As for YATAMA, Brooklyn' Rivera’s political party, which he formed in the 1980s during the Miskitu struggle for autonomy with the Sandinistas, the government has revoked its official standing, so it has no way to represent the Caribbean Coast Miskitu population of around 150,000. "To replace my father, we have to convene an assembly to represent the 400 communities in the region, but with the government having occupied the entire area with soldiers, that would be impossible," said Tininiska Rivera. The majority of the YATAMA  members have gone underground for fear of being kidnapped like Brooklyn Rivera was.

The United States State Department and other countries, as well as non-governmental Human Rights groups, issued statements holding the Nicaraguan government responsible for the kidnapping and physical deterioration of Rivers during his year and a half of captivity.

Tininiska said she would continue to press international forums for justice for her father through judgments from both Nicaraguan and international courts of justice. "I'm going to go ahead and continue to try to get justice for him," said Tininiska Rivera. She said she plans to hold a religious service for her father in the country where she lives in exile.
 

The Miskitu are the largest indigenous group on the Nicaraguan Caribbean Coast and are concentrated in Bilwi (Puerto Cabezas), the Rio Coco (Wangki) region, and other coastal and river communities.

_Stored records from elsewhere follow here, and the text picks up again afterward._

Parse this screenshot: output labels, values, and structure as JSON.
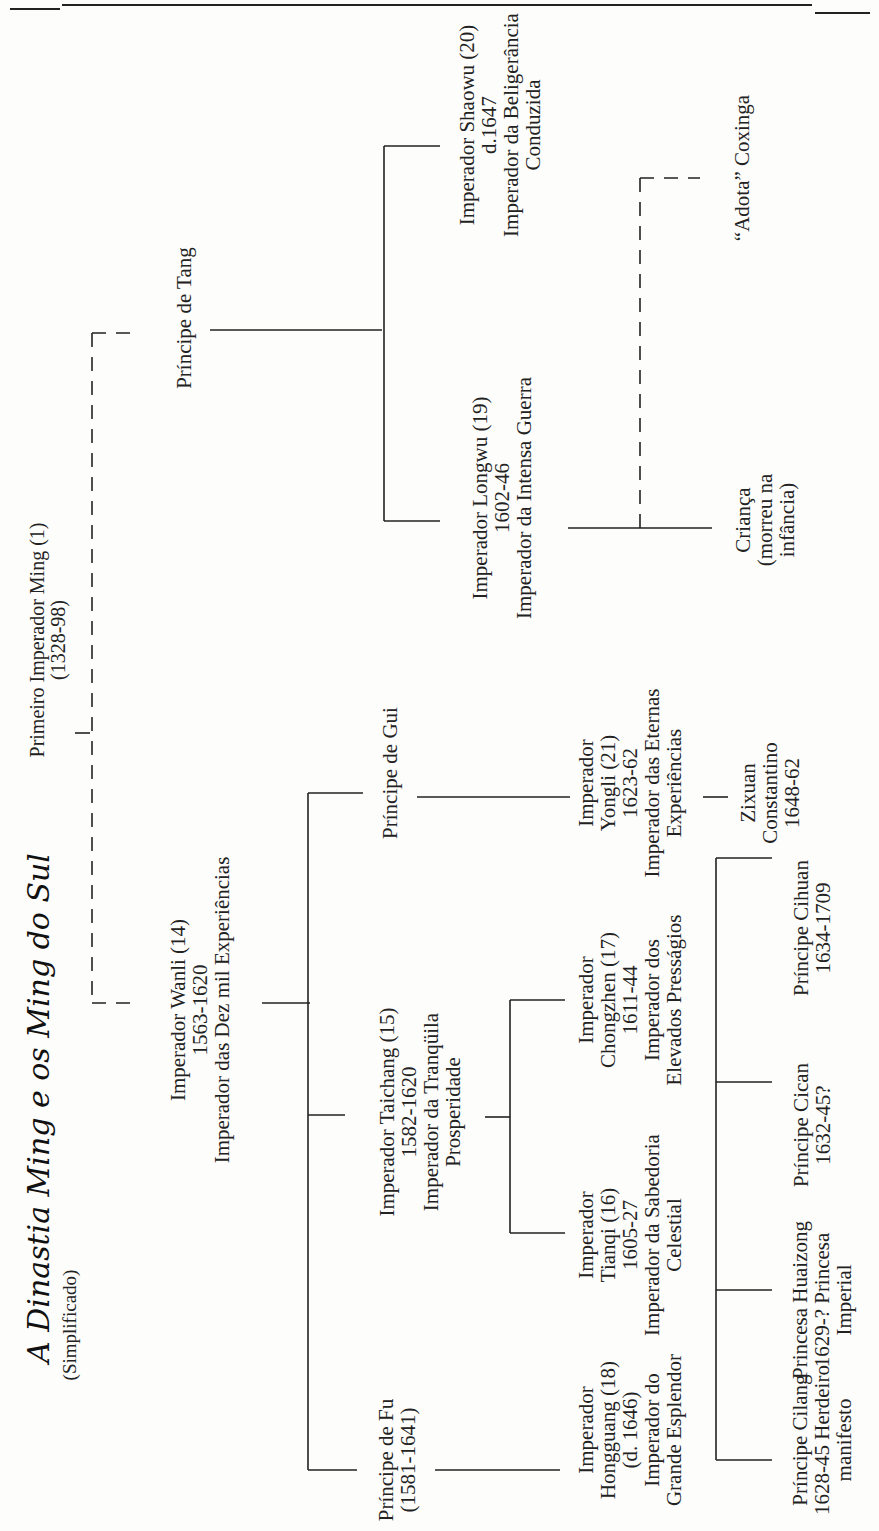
{
  "header": {
    "running_title": "Dinastia Qing e os Ming do Sul"
  },
  "title": "A Dinastia Ming e os Ming do Sul",
  "subtitle": "(Simplificado)",
  "nodes": {
    "first_emperor": {
      "lines": [
        "Primeiro Imperador Ming (1)",
        "(1328-98)"
      ]
    },
    "tang": {
      "lines": [
        "Príncipe de Tang"
      ]
    },
    "shaowu": {
      "lines": [
        "Imperador Shaowu (20)",
        "d.1647",
        "Imperador da Beligerância",
        "Conduzida"
      ]
    },
    "longwu": {
      "lines": [
        "Imperador Longwu (19)",
        "1602-46",
        "Imperador da Intensa Guerra"
      ]
    },
    "crianca": {
      "lines": [
        "Criança",
        "(morreu na",
        "infância)"
      ]
    },
    "coxinga": {
      "lines": [
        "“Adota” Coxinga"
      ]
    },
    "wanli": {
      "lines": [
        "Imperador Wanli (14)",
        "1563-1620",
        "Imperador das Dez mil Experiências"
      ]
    },
    "gui": {
      "lines": [
        "Príncipe de Gui"
      ]
    },
    "yongli": {
      "lines": [
        "Imperador",
        "Yongli (21)",
        "1623-62",
        "Imperador das Eternas",
        "Experiências"
      ]
    },
    "zixuan": {
      "lines": [
        "Zixuan",
        "Constantino",
        "1648-62"
      ]
    },
    "taichang": {
      "lines": [
        "Imperador Taichang (15)",
        "1582-1620",
        "Imperador da Tranqüila",
        "Prosperidade"
      ]
    },
    "chongzhen": {
      "lines": [
        "Imperador",
        "Chongzhen (17)",
        "1611-44",
        "Imperador dos",
        "Elevados Presságios"
      ]
    },
    "tianqi": {
      "lines": [
        "Imperador",
        "Tianqi (16)",
        "1605-27",
        "Imperador da Sabedoria",
        "Celestial"
      ]
    },
    "fu": {
      "lines": [
        "Príncipe de Fu",
        "(1581-1641)"
      ]
    },
    "hongguang": {
      "lines": [
        "Imperador",
        "Hongguang (18)",
        "(d. 1646)",
        "Imperador do",
        "Grande Esplendor"
      ]
    },
    "cihuan": {
      "lines": [
        "Príncipe Cihuan",
        "1634-1709"
      ]
    },
    "cican": {
      "lines": [
        "Príncipe Cican",
        "1632-45?"
      ]
    },
    "huaizong": {
      "lines": [
        "Princesa Huaizong",
        "1629-? Princesa",
        "Imperial"
      ]
    },
    "cilang": {
      "lines": [
        "Príncipe Cilang",
        "1628-45 Herdeiro",
        "manifesto"
      ]
    }
  },
  "colors": {
    "ink": "#222222",
    "paper": "#fdfdfb"
  }
}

Broojlyn Rivera led Miskitu guerrillas in a successful resistance against Sandinista government attacks in the 1980s, culminating in the Central American Peace Accords on Aug. 7, 1987. In 1988, he and fellow Miskitu leader Steadman Fagoth formed the political party YATAMA and served in the Violeta Chamorro administration as minister of autonomous development in Nicaragua. Fagoth has also been detained by the Sandinista government.

When Daniel Ortega and the Sandinista National Liberation Front (FSLN) returned to power in 2007, Rivera served as a YATAMA representative in the National Assembly a post he held until April of 2023 when he went before the United Nations and condemned the government for failing to protect the Miskitu from the so-called colonos,, settlers from the Pacific Coast who have systematically taken Miskitu land for farming and lumbering, and for allowing foreign interests, mainly Chinese, into the land for mining. He returned to Nicaragua in September of 2023 and was promptly jailed by the Ortega-Murrillo regime.

The following month, on October 4, 2023, the country's Supreme Electoral Council revoked YATAMA's formal standing and banned the political party. Party members were driven into hiding or into exile while Rivera's family members fruitlessly demanded proof that Rivera was alive.